Speaking of flavors, there are many mentions of food in The Miracle of St. Lazarus, like an authentic recipe for picadillo (ground beef, Cuban-style) and arroz con pollo, rice with chicken. Though she wouldn’t call it a “culinary mystery,” the references pepper the novel like a good seasoning that doesn’t become overpowering.
“I noticed that food references are included in most current detective novels by Spanish, Italian and Chilean authors, including Leonardo Padura in Havana, where food is not too abundant or sophisticated,” she said.
De Aragón is currently working on a second mystery, The Murder at Biltmore Way, also staring Maria Duquesne, and has occasionally gone back to The Miracle of St. Lazarus.
“Then I saw a lot of things in the novel I was not conscious were there, such as how almost all the characters are people displaced from other countries,” she said. “I also think I use more humor than in my previous work. I guess I am loosening up with age!”
Of rules and quirks
I was recently in Bouchercon, a big mystery writers conference. One of my favorite panels was “I Won’t Write That,” about what not to write about—the unspoken rules one is supposed to follow in crime fiction. (Hint: never kill the cat!) The panelists mentioned several “rules,” then proceeded to explain how and why they had broken them. De Aragón says that the only rule she follows is that fiction has to be “plausible, possible, credible.”

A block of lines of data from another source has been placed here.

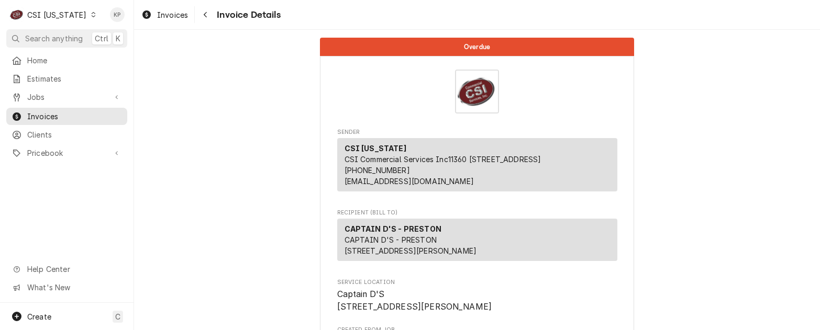 Image resolution: width=820 pixels, height=330 pixels. I want to click on span: Create, so click(39, 317).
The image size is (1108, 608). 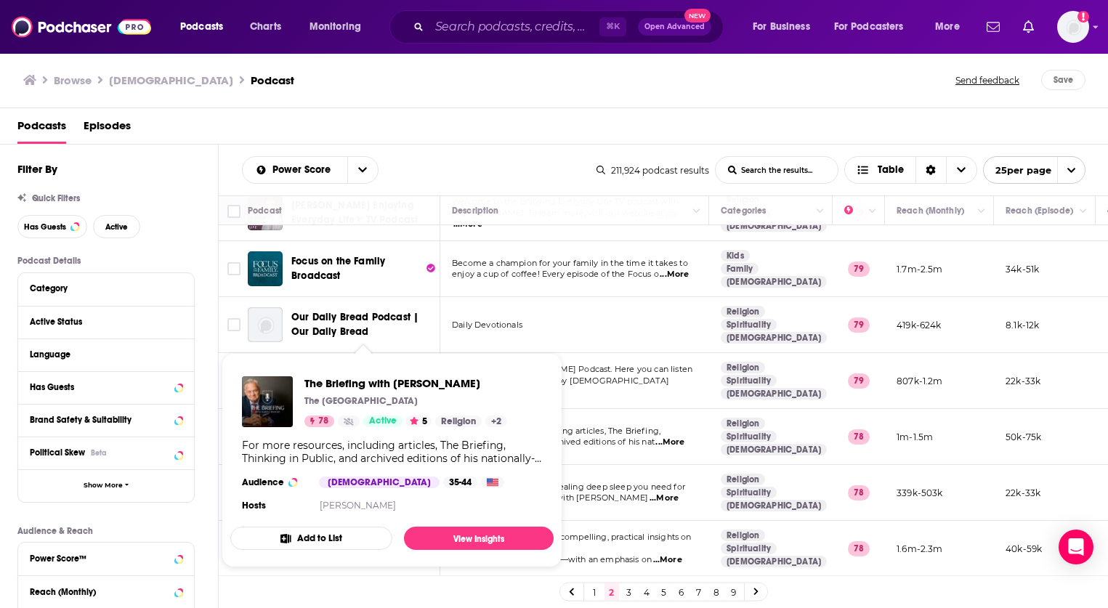 What do you see at coordinates (56, 198) in the screenshot?
I see `span: Quick Filters` at bounding box center [56, 198].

“Of course, that is not the case with science fiction, which is a genre that has never interested me,” she said. “Sometimes when something is surprising in life, people say it seems like a novel, but it should be the other way around. A novel should be like life.”
Like most writers, De Aragón has a few quirks. I asked her to share one.
“When I am writing a novel, I don’t like to read other novels,” she said. “Actually, I don’t even like to go out a lot. A novel is a closed world. And if you want to trap the reader inside it, you have to live with your characters in the world that you are crafting. That’s where creativity blossoms.”